A potential issue with using a candidate list is that for each source sentence, we must re-build a target vocabulary and subsequently replace a part of the parameters, which may easily become time-consuming. We can address this issue, for instance, by building a common candidate list for multiple source sentences. By doing so, we were able to match the decoding speed of the baseline RNNsearch model.

4.2 Decoding Target Vocabulary

For English\toFrench (τ=30,000)\left(\tau=30,000\right), we evaluate the influence of the target vocabulary when translating the test sentences by using the union of a fixed set of 30,00030,000 common words and (at most) KK^{\prime} likely candidates for each source word according to the dictionary. Results are presented in Figure 1. With K=0K^{\prime}=0 (not shown), the performance of the system is comparable to the baseline when not replacing the unknown words (30.12), but there is not as much improvement when doing so (31.14). As the large vocabulary model does not predict [\mboxUNK]\left[\mbox{UNK}\right] as much during training, it is less likely to generate it when decoding, limiting the effectiveness of the post-processing step in this case. With K=1K^{\prime}=1, which limits the diversity of allowed uncommon words, BLEU is not as good as with moderately larger KK^{\prime}, which indicates that our models can, to some degree, correctly choose between rare alternatives. If we rather use K=50,000K=50,000, as we did for testing based on validation performance, the improvement over K=1K^{\prime}=1 is approximately 0.2 BLEU.

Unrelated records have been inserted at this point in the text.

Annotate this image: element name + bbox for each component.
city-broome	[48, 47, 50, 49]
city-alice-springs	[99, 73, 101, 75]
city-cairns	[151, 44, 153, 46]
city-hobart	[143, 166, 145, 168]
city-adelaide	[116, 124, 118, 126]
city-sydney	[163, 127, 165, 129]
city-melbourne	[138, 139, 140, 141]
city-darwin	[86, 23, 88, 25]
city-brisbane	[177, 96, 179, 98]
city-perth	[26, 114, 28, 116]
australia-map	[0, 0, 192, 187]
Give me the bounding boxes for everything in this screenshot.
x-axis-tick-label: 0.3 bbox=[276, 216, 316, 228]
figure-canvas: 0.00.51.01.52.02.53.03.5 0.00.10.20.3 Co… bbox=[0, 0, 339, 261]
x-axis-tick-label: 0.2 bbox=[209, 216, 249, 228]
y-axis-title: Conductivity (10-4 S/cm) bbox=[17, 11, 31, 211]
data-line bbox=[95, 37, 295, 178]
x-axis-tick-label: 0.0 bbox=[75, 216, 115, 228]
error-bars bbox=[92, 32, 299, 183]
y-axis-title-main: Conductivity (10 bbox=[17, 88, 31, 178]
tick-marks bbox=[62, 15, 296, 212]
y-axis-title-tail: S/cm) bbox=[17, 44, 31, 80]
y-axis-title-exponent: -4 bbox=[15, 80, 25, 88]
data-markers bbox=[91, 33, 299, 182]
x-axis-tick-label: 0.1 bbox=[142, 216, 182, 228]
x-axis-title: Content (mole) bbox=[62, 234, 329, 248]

When validating the choice of KK, we found it to be correlated to which τ\tau was chosen during training. For example, on the English\toFrench validation set, with τ=15,000\tau=15,000 (and K=10K^{\prime}=10), the BLEU score is 29.44 with K=15,000K=15,000, but drops to 29.1929.19 and 28.8428.84 respectively for K=30,000K=30,000 and 50,00050,000. For τ=30,000\tau=30,000, scores increase moderately from K=15,000K=15,000 to K=50,000K=50,000. Similar effects were observed for English\toGerman and on the test sets. As our implementation of importance sampling does not apply to usual correction to the gradient, it seems beneficial for the test vocabularies to resemble those used during training.

Conclusion

In this paper, we proposed a way to extend the size of the target vocabulary for neural machine translation. The proposed approach allows us to train a model with much larger target vocabulary without any substantial increase in computational complexity. It is based on the earlier work in [Bengio and Sénécal, 2008] which used importance sampling to reduce the complexity of computing the normalization constant of the output word probability in neural language models.

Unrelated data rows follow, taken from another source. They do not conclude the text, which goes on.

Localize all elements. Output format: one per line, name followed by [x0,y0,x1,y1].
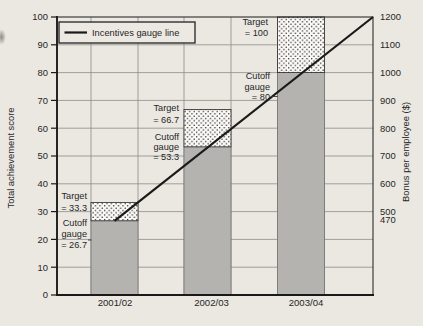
left-tick-label: 30 [38,206,48,217]
left-tick-label: 60 [38,123,48,134]
annotation-line: = 100 [245,28,268,38]
left-tick-label: 0 [43,289,48,300]
annotation-target-2003-04: Target= 100 [242,17,268,38]
left-tick-label: 90 [38,39,48,50]
annotation-line: Cutoff [155,132,180,142]
bar-target-cap-2001/02 [91,202,138,220]
annotation-line: gauge [244,82,270,92]
bar-target-cap-2002/03 [184,110,231,147]
right-axis-title: Bonus per employee ($) [400,102,411,202]
annotation-line: = 53.3 [153,152,179,162]
left-tick-label: 10 [38,262,48,273]
x-label-2001/02: 2001/02 [98,297,133,308]
left-tick-label: 100 [32,11,48,22]
bar-target-cap-2003/04 [278,17,325,73]
right-tick-label: 700 [380,150,396,161]
left-axis-title: Total achievement score [5,107,16,208]
annotation-cutoff-2002-03: Cutoffgauge= 53.3 [153,132,179,162]
x-label-2002/03: 2002/03 [194,297,229,308]
annotation-line: Cutoff [246,71,271,81]
right-tick-label: 800 [380,123,396,134]
annotation-line: gauge [153,142,179,152]
right-tick-label: 600 [380,178,396,189]
annotation-cutoff-2003-04: Cutoffgauge= 80 [244,71,277,102]
annotation-line: = 66.7 [153,115,179,125]
right-tick-label: 500 [380,206,396,217]
annotation-line: = 80 [252,92,270,102]
annotation-target-2002-03: Target= 66.7 [153,103,179,125]
right-tick-label: 900 [380,95,396,106]
right-tick-label: 1000 [380,67,401,78]
left-tick-label: 70 [38,95,48,106]
left-tick-label: 20 [38,234,48,245]
x-label-2003/04: 2003/04 [289,297,324,308]
bar-cutoff-2001/02 [91,221,138,295]
annotation-line: = 33.3 [61,203,87,213]
bar-cutoff-2003/04 [278,73,325,295]
annotation-line: Target [153,103,179,113]
legend: Incentives gauge line [59,22,195,43]
left-tick-label: 50 [38,150,48,161]
incentive-scheme-chart: 0102030405060708090100470500600700800900… [0,0,423,326]
bar-cutoff-2002/03 [184,147,231,295]
annotation-cutoff-2001-02: Cutoffgauge= 26.7 [61,218,91,250]
annotation-line: = 26.7 [61,240,87,250]
right-tick-label: 1200 [380,11,401,22]
left-tick-label: 80 [38,67,48,78]
annotation-line: Cutoff [63,218,88,228]
annotation-line: Target [61,191,87,201]
right-tick-label: 1100 [380,39,400,50]
left-tick-label: 40 [38,178,48,189]
annotation-target-2001-02: Target= 33.3 [61,191,87,213]
annotation-line: gauge [61,229,87,239]
legend-label: Incentives gauge line [92,28,179,38]
annotation-line: Target [242,17,268,27]
chart-canvas: 0102030405060708090100470500600700800900… [0,0,423,326]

On English\toFrench and English\toGerman translation tasks, we observed that the neural machine translation models trained using the proposed method performed as well as, or better than, those using only limited sets of target words, even when replacing unknown words. As performance of the RNNsearch-LV models increased when only a selected subset of the target vocabulary was used during decoding, this makes the proposed learning algorithm more practical.

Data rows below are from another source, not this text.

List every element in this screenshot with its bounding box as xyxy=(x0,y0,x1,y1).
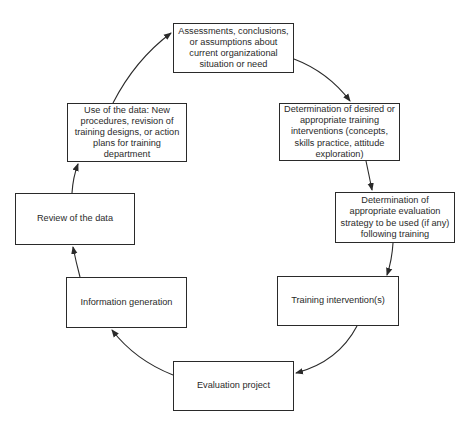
node-use-data: Use of the data: New procedures, revisio… xyxy=(67,103,187,162)
node-assessments: Assessments, conclusions, or assumptions… xyxy=(173,23,294,73)
node-label: Determination of desired or appropriate … xyxy=(284,104,395,160)
node-label: Assessments, conclusions, or assumptions… xyxy=(178,26,288,71)
arrow-training-to-evaluation-project xyxy=(296,326,357,373)
training-evaluation-cycle-diagram: Assessments, conclusions, or assumptions… xyxy=(0,0,476,431)
node-label: Information generation xyxy=(81,297,173,308)
node-evaluation-strategy: Determination of appropriate evaluation … xyxy=(335,192,455,243)
node-training-intervention: Training intervention(s) xyxy=(277,276,399,326)
arrow-assessments-to-interventions xyxy=(294,59,350,101)
node-review-data: Review of the data xyxy=(15,193,135,245)
node-label: Determination of appropriate evaluation … xyxy=(341,195,450,240)
arrow-strategy-to-training xyxy=(387,243,393,275)
arrow-evaluation-project-to-information xyxy=(112,330,173,375)
node-information-generation: Information generation xyxy=(66,277,187,328)
arrow-interventions-to-strategy xyxy=(366,161,372,190)
node-desired-interventions: Determination of desired or appropriate … xyxy=(279,103,400,161)
node-label: Training intervention(s) xyxy=(291,295,385,306)
arrow-review-to-use xyxy=(72,164,78,193)
node-label: Use of the data: New procedures, revisio… xyxy=(75,105,180,161)
node-label: Evaluation project xyxy=(197,380,270,391)
node-evaluation-project: Evaluation project xyxy=(173,361,294,411)
node-label: Review of the data xyxy=(37,213,113,224)
arrow-information-to-review xyxy=(73,247,80,277)
arrow-use-to-assessments xyxy=(113,33,171,103)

When measured by BLEU, our models showed translation performance comparable to the state-of-the-art translation systems on both the English\toFrench task and English\toGerman task. On the English\toFrench task, a model trained with the proposed approach outperformed the best single neural machine translation (NMT) model from [Luong et al., 2014] by approximately 1 BLEU point. The performance of the ensemble of multiple models, despite its relatively less diverse composition, is approximately 0.3 BLEU points away from the best system [Luong et al., 2014]. On the English\toGerman task, the best performance of 21.59 BLEU by our model is higher than that of the previous state of the art (20.67) reported in [Buck et al., 2014].

Acknowledgments

The authors would like to thank the developers of Theano [Bergstra et al., 2010, Bastien et al., 2012]. We acknowledge the support of the following agencies for research funding and computing support: NSERC, Calcul Québec, Compute Canada, the Canada Research Chairs and CIFAR.